A nutrition program for low-income women and children has received an additional $450 million from the Trump administration, allowing benefits to continue as the government shutdown stretches into a second month.
The White House’s Office of Management and Budget on Friday used customs revenue to fund the Special Supplemental Nutrition Program for Women, Infants and Children, or WIC, according to funding records and two Trump administration officials. The administration dipped into the same revenue stream to keep financing the program through October.
The additional money for WIC comes as the Trump administration announced it would only fund partial benefits for another food aid program, the Supplemental Nutrition Assistance Program, or SNAP, for November.
Some 6.7 million women and small children, including nearly 41 percent of all infants born in the United States, participate in WIC. Monthly benefits include cash allotments for produce, vouchers for dairy and eggs, nutrition and lactation support, and infant formula.

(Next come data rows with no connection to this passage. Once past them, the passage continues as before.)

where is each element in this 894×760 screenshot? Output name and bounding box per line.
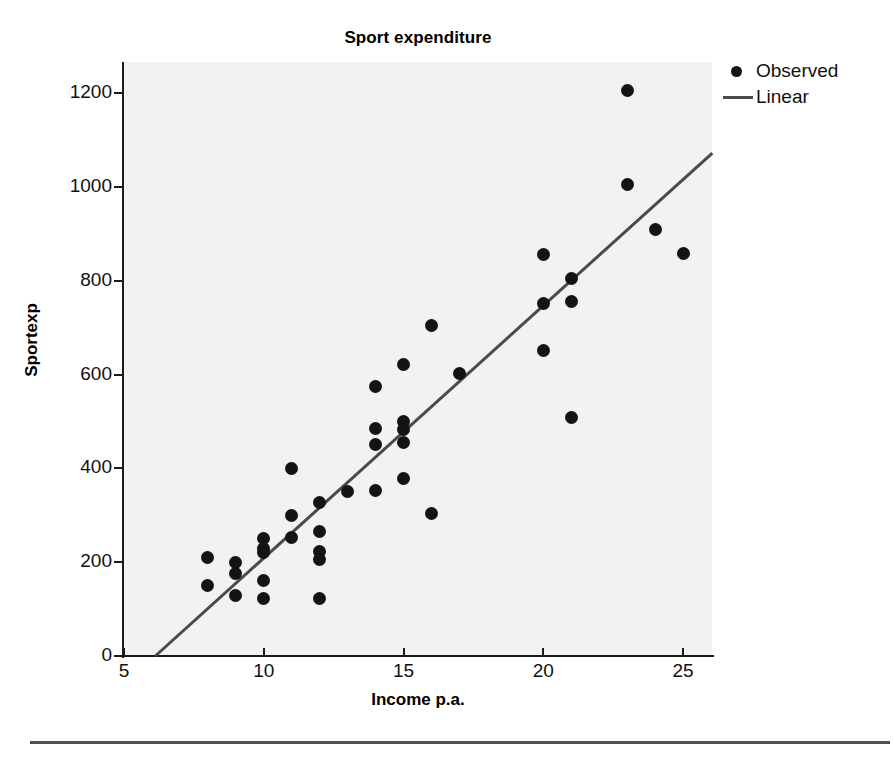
y-tick-mark xyxy=(114,374,123,376)
y-axis-title: Sportexp xyxy=(22,270,42,410)
x-tick-label-wrap: 5 xyxy=(94,660,154,684)
x-axis-line xyxy=(122,655,714,657)
x-tick-label-wrap: 10 xyxy=(234,660,294,684)
x-tick-mark xyxy=(403,648,405,657)
x-tick-mark xyxy=(542,648,544,657)
y-tick-label: 1000 xyxy=(40,175,112,197)
legend-item[interactable]: Linear xyxy=(722,84,887,110)
x-tick-label: 15 xyxy=(374,660,434,682)
x-tick-mark xyxy=(682,648,684,657)
y-tick-label: 800 xyxy=(40,269,112,291)
dot-icon xyxy=(731,66,742,77)
y-tick-label-wrap: 1200 xyxy=(28,81,112,103)
x-tick-label: 10 xyxy=(234,660,294,682)
y-tick-label: 600 xyxy=(40,363,112,385)
x-tick-label: 25 xyxy=(653,660,713,682)
chart-legend: ObservedLinear xyxy=(722,58,887,110)
y-axis-line xyxy=(122,62,124,658)
y-tick-mark xyxy=(114,92,123,94)
y-tick-label: 200 xyxy=(40,550,112,572)
bottom-divider xyxy=(30,741,890,744)
y-tick-mark xyxy=(114,186,123,188)
plot-area xyxy=(124,62,712,656)
legend-label: Observed xyxy=(756,60,838,82)
y-tick-mark xyxy=(114,561,123,563)
legend-item[interactable]: Observed xyxy=(722,58,887,84)
x-axis-title: Income p.a. xyxy=(124,690,712,710)
legend-line-icon xyxy=(722,86,756,108)
x-tick-label-wrap: 25 xyxy=(653,660,713,684)
x-tick-mark xyxy=(123,648,125,657)
y-tick-mark xyxy=(114,280,123,282)
legend-label: Linear xyxy=(756,86,809,108)
y-tick-mark xyxy=(114,655,123,657)
x-tick-label: 5 xyxy=(94,660,154,682)
y-tick-mark xyxy=(114,467,123,469)
y-tick-label-wrap: 400 xyxy=(28,456,112,478)
x-tick-label-wrap: 20 xyxy=(513,660,573,684)
x-tick-label-wrap: 15 xyxy=(374,660,434,684)
line-icon xyxy=(723,96,753,99)
chart-title: Sport expenditure xyxy=(124,28,712,48)
legend-dot-icon xyxy=(722,60,756,82)
y-tick-label-wrap: 1000 xyxy=(28,175,112,197)
y-tick-label: 400 xyxy=(40,456,112,478)
scatter-chart-figure: Sport expenditure 020040060080010001200 … xyxy=(0,0,894,760)
y-tick-label: 1200 xyxy=(40,81,112,103)
y-tick-label-wrap: 200 xyxy=(28,550,112,572)
x-tick-label: 20 xyxy=(513,660,573,682)
x-tick-mark xyxy=(263,648,265,657)
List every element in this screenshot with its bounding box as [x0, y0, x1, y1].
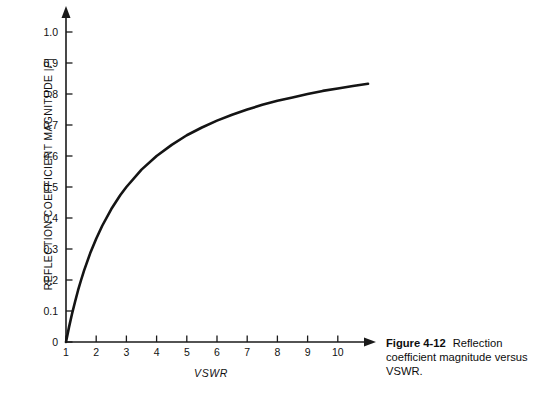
x-tick-label: 6	[214, 346, 220, 358]
x-tick-label: 9	[305, 346, 311, 358]
x-tick-group: 12345678910	[63, 336, 344, 359]
axes-group	[62, 6, 377, 347]
y-axis-title-text: REFLECTION COEFFICIENT MAGNITUDE |P|	[43, 58, 54, 290]
x-tick-label: 3	[123, 346, 129, 358]
x-axis-arrow-icon	[364, 338, 376, 347]
y-axis-arrow-icon	[62, 6, 71, 18]
x-tick-label: 8	[274, 346, 280, 358]
y-tick-label: 0	[52, 336, 58, 348]
x-axis-title: VSWR	[194, 367, 228, 379]
figure-container: 00.10.20.30.40.50.60.70.80.91.0 12345678…	[0, 0, 558, 403]
y-axis-title: REFLECTION COEFFICIENT MAGNITUDE |P|	[39, 29, 57, 319]
x-tick-label: 4	[154, 346, 160, 358]
y-axis-title-suffix: |	[43, 58, 54, 61]
reflection-coefficient-curve	[66, 84, 368, 342]
x-tick-label: 2	[93, 346, 99, 358]
figure-number: Figure 4-12	[386, 337, 446, 349]
x-tick-label: 1	[63, 346, 69, 358]
x-tick-label: 7	[244, 346, 250, 358]
x-tick-label: 10	[332, 346, 344, 358]
figure-caption: Figure 4-12Reflection coefficient magnit…	[386, 336, 554, 379]
y-axis-title-prefix: REFLECTION COEFFICIENT MAGNITUDE |	[43, 68, 54, 290]
y-axis-title-symbol: P	[43, 61, 54, 68]
x-tick-label: 5	[184, 346, 190, 358]
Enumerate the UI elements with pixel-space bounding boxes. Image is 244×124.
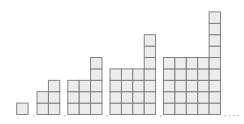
grid-cell [91, 80, 102, 91]
grid-cell [198, 69, 209, 80]
grid-cell [121, 103, 132, 114]
grid-cell [164, 92, 175, 103]
grid-cell [209, 103, 220, 114]
grid-cell [144, 35, 155, 46]
grid-cell [164, 80, 175, 91]
grid-cell [198, 58, 209, 69]
pattern-diagram: ,,,, , . . . [0, 0, 244, 124]
grid-cell [68, 80, 79, 91]
figures-group [17, 12, 221, 115]
grid-cell [186, 69, 197, 80]
grid-cell [175, 58, 186, 69]
grid-cell [186, 103, 197, 114]
grid-cell [121, 92, 132, 103]
comma-separator: , [64, 110, 66, 117]
grid-cell [79, 80, 90, 91]
grid-cell [110, 103, 121, 114]
grid-cell [175, 69, 186, 80]
grid-cell [209, 23, 220, 34]
grid-cell [17, 103, 28, 114]
grid-cell [209, 46, 220, 57]
figure-3 [68, 58, 102, 115]
grid-cell [209, 69, 220, 80]
grid-cell [209, 92, 220, 103]
grid-cell [48, 92, 59, 103]
grid-cell [164, 58, 175, 69]
figure-4 [110, 35, 156, 115]
grid-cell [209, 35, 220, 46]
grid-cell [186, 80, 197, 91]
grid-cell [164, 69, 175, 80]
grid-cell [110, 69, 121, 80]
grid-cell [133, 69, 144, 80]
comma-separator: , [106, 110, 108, 117]
grid-cell [79, 92, 90, 103]
grid-cell [209, 12, 220, 23]
grid-cell [91, 58, 102, 69]
grid-cell [133, 80, 144, 91]
grid-cell [121, 69, 132, 80]
grid-cell [121, 80, 132, 91]
grid-cell [144, 80, 155, 91]
continuation-ellipsis: , . . . [224, 110, 240, 118]
grid-cell [198, 103, 209, 114]
grid-cell [164, 103, 175, 114]
grid-cell [209, 58, 220, 69]
grid-cell [144, 92, 155, 103]
grid-cell [144, 58, 155, 69]
grid-cell [37, 103, 48, 114]
grid-cell [68, 103, 79, 114]
grid-cell [175, 92, 186, 103]
grid-cell [68, 92, 79, 103]
grid-cell [110, 92, 121, 103]
grid-cell [186, 58, 197, 69]
grid-cell [133, 92, 144, 103]
figure-5 [164, 12, 221, 115]
grid-cell [110, 80, 121, 91]
grid-cell [37, 92, 48, 103]
figure-1 [17, 103, 28, 114]
grid-cell [79, 103, 90, 114]
grid-cell [198, 92, 209, 103]
grid-cell [91, 92, 102, 103]
grid-cell [144, 103, 155, 114]
grid-cell [209, 80, 220, 91]
grid-cell [175, 80, 186, 91]
figure-2 [37, 80, 60, 114]
grid-cell [144, 69, 155, 80]
grid-cell [175, 103, 186, 114]
grid-cell [186, 92, 197, 103]
comma-separator: , [160, 110, 162, 117]
grid-cell [91, 103, 102, 114]
grid-cell [91, 69, 102, 80]
grid-cell [48, 103, 59, 114]
grid-cell [48, 80, 59, 91]
grid-cell [133, 103, 144, 114]
grid-cell [144, 46, 155, 57]
comma-separator: , [33, 110, 35, 117]
grid-cell [198, 80, 209, 91]
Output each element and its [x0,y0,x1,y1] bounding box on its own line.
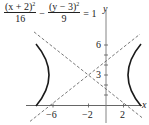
equation-fraction-1: (x + 2)2 16 [4,2,36,24]
x-tick-label-neg2: −2 [82,110,93,120]
asymptote-negative-slope [34,32,142,118]
y-tick-label-3: 3 [96,70,101,80]
equation-label: (x + 2)2 16 − (y − 3)2 9 = 1 [4,2,99,24]
hyperbola-left-branch [36,44,49,106]
x-tick-label-2: 2 [120,110,125,120]
x-axis-label: x [142,100,146,110]
equation-minus: − [39,8,45,19]
y-tick-label-6: 6 [96,40,101,50]
equation-fraction-2: (y − 3)2 9 [48,2,80,24]
x-tick-label-neg6: −6 [46,110,57,120]
y-axis-label: y [103,4,107,14]
hyperbola-right-branch [128,44,141,106]
equation-rhs: = 1 [83,8,96,19]
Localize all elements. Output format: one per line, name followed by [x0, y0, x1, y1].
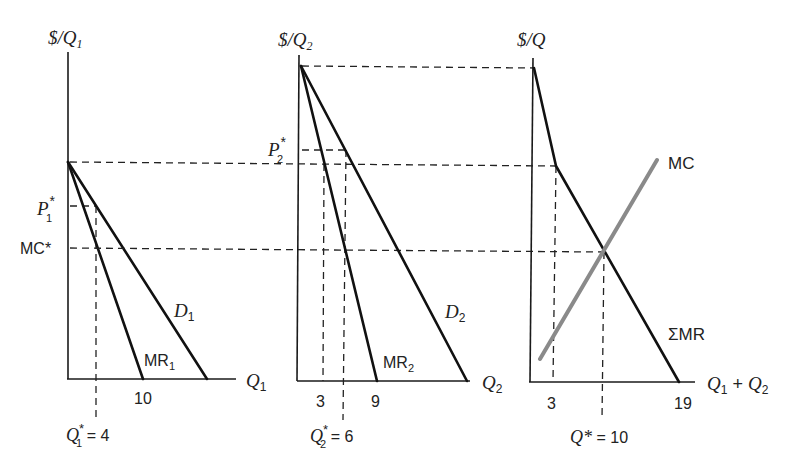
p1-tick-10: 10: [134, 390, 152, 407]
mc-curve: [540, 160, 657, 359]
p1-y-axis-label: $/Q1: [48, 27, 83, 51]
mc-star-label: MC*: [20, 240, 51, 257]
third-degree-price-discrimination-figure: $/Q1 Q1 D1 MR1 P*1 MC* 10 Q*1 = 4: [0, 0, 800, 462]
mr1-label: MR1: [144, 352, 175, 372]
p1-intercept-guide: [70, 162, 556, 166]
p2-y-axis-label: $/Q2: [278, 29, 313, 53]
p3-q-star-guide: [602, 252, 604, 420]
q2-star-label: Q*2 = 6: [310, 422, 353, 450]
mc-label: MC: [668, 154, 694, 173]
p1-star-label: P*1: [36, 193, 56, 224]
p3-x-axis-label: Q1 + Q2: [707, 373, 769, 397]
mc-star-guide: [70, 248, 604, 252]
panel-market-1: $/Q1 Q1 D1 MR1 P*1 MC* 10 Q*1 = 4: [20, 27, 267, 449]
d1-label: D1: [173, 300, 195, 324]
q-star-label: Q* = 10: [570, 427, 628, 447]
p2-q-star-guide: [343, 150, 346, 420]
p3-y-axis-label: $/Q: [517, 29, 546, 50]
p2-intercept-guide: [302, 66, 534, 68]
mr2-curve: [301, 66, 377, 381]
p2-star-label: P*2: [267, 134, 287, 165]
p2-q3-guide: [323, 164, 324, 381]
sum-mr-label: ΣMR: [668, 325, 705, 344]
d1-curve: [68, 162, 207, 379]
d2-label: D2: [444, 301, 466, 325]
p1-x-axis-label: Q1: [246, 370, 267, 394]
q1-star-label: Q*1 = 4: [66, 421, 109, 449]
p3-y-axis: [530, 58, 533, 382]
p3-tick-19: 19: [674, 395, 692, 412]
panel-combined: $/Q Q1 + Q2 MC ΣMR 3 19 Q* = 10: [517, 29, 769, 447]
mr2-label: MR2: [383, 354, 414, 374]
p2-tick-9: 9: [371, 393, 380, 410]
p2-y-axis: [297, 55, 299, 381]
p3-q3-guide: [553, 166, 556, 382]
p2-tick-3: 3: [316, 393, 325, 410]
p2-x-axis-label: Q2: [482, 372, 503, 396]
mr1-curve: [68, 162, 143, 379]
d2-curve: [301, 66, 467, 381]
p3-tick-3: 3: [547, 395, 556, 412]
panel-market-2: $/Q2 Q2 D2 MR2 P*2 3 9 Q*2 = 6: [267, 29, 503, 450]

The program typically costs $150 million a week, said Ali Hard, the policy director of the National WIC Association, a nonprofit that supports the program. But the shutdown and disruption to other assistance programs has made it difficult to determine how long this tranche of funding will last. States have reported a surge of new applications from furloughed federal workers and beneficiaries spending their benefits at a faster pace, Ms. Hard said.
When the government shutdown began last month, advocates and officials had warned that WIC would exhaust funding by mid-October. But the Agriculture Department found a novel solution, tapping $300 million in customs revenue — from an account known as Section 32 that is typically used to fund child nutrition programs like school lunch — to support WIC through the month.
That account, some lawmakers and a federal judge have suggested, could also be used to support SNAP in its funding lapse. The Trump administration had resisted using that option, arguing in court on Monday that such a move would cut into funding for child nutrition programs.
While the Agriculture Department believes there are sufficient funds in that account to support WIC, “the agency does not believe the same is true for SNAP due to the significant differences between the amounts at issue,” Patrick A. Penn, the deputy under secretary for the agency’s Food, Nutrition and Consumer Services, said in a legal declaration filed on Monday.
Though WIC has been spared the widespread disruptions to SNAP, Ms. Hard noted that toggling between funding uncertainty and temporary injections also made it “incredibly difficult” for states and clinics to administer WIC normally. The shutdown and funding lapses have resulted in staffing shortages, decreases in clinic operating hours, interruptions to services like breastfeeding support and delays in certifying participants and renewing benefits.
“We are really grateful that they’re transferring additional funds, but we absolutely need long-term certainty,” Ms. Hard said.
Tony Romm contributed reporting.
Linda Qiu is a Times reporter who specializes in fact-checking statements made by politicians and public figures. She has been reporting and fact-checking public figures for nearly a decade.